The description is two sentences, front-loading the purpose, and each sentence adds essential information without redundancy. It efficiently covers behavior, parameters, and output without wasted words.

Shorter descriptions cost fewer tokens and are easier for agents to parse. Every sentence should earn its place.

Completeness4/5

Given the tool's complexity, does the description cover enough for an agent to succeed on first attempt?

Given no output schema, the description provides a detailed output structure. It covers parameters, sources, and conditions. However, it does not explicitly state that 'tool' is required (as per schema), which could slightly reduce completeness for an agent.

Complex tools with many parameters or behaviors need more documentation. Simple tools need less. This dimension scales expectations accordingly.

Parameters5/5

Does the description clarify parameter syntax, constraints, interactions, or defaults beyond what the schema provides?

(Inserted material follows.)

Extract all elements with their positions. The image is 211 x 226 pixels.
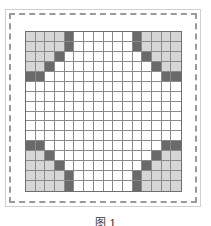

The input schema has 100% coverage, and the description adds meaning for each parameter: it explains the default for window, the behavior of output_format options (including token savings for TOON), and the filtering purpose of tool. This goes beyond the schema descriptions.

Input schemas describe structure but not intent. Descriptions should explain non-obvious parameter relationships and valid value ranges.

Purpose5/5

Does the description clearly state what the tool does and how it differs from similar tools?

The description clearly states 'Per-tool latency telemetry: p50/p95/max, count, error_rate.' It specifies a specific verb (analyze) and resource (latency telemetry), and distinguishes itself from sibling tools by focusing on performance data with sorting by p95 descending.

Agents choose between tools based on descriptions. A clear purpose with a specific verb and resource helps agents select the right tool.

Usage Guidelines4/5

Does the description explain when to use this tool, when not to, or what alternatives exist?

The description explains when to use different window options ('Default reads the current session ring; window=1h|24h|7d|all reads from persistent DB') and mentions the prerequisite (telemetry.enabled). It does not explicitly state when not to use or compare to alternatives, but context is clear.

Agents often have multiple tools that could apply. Explicit usage guidance like "use X instead of Y when Z" prevents misuse.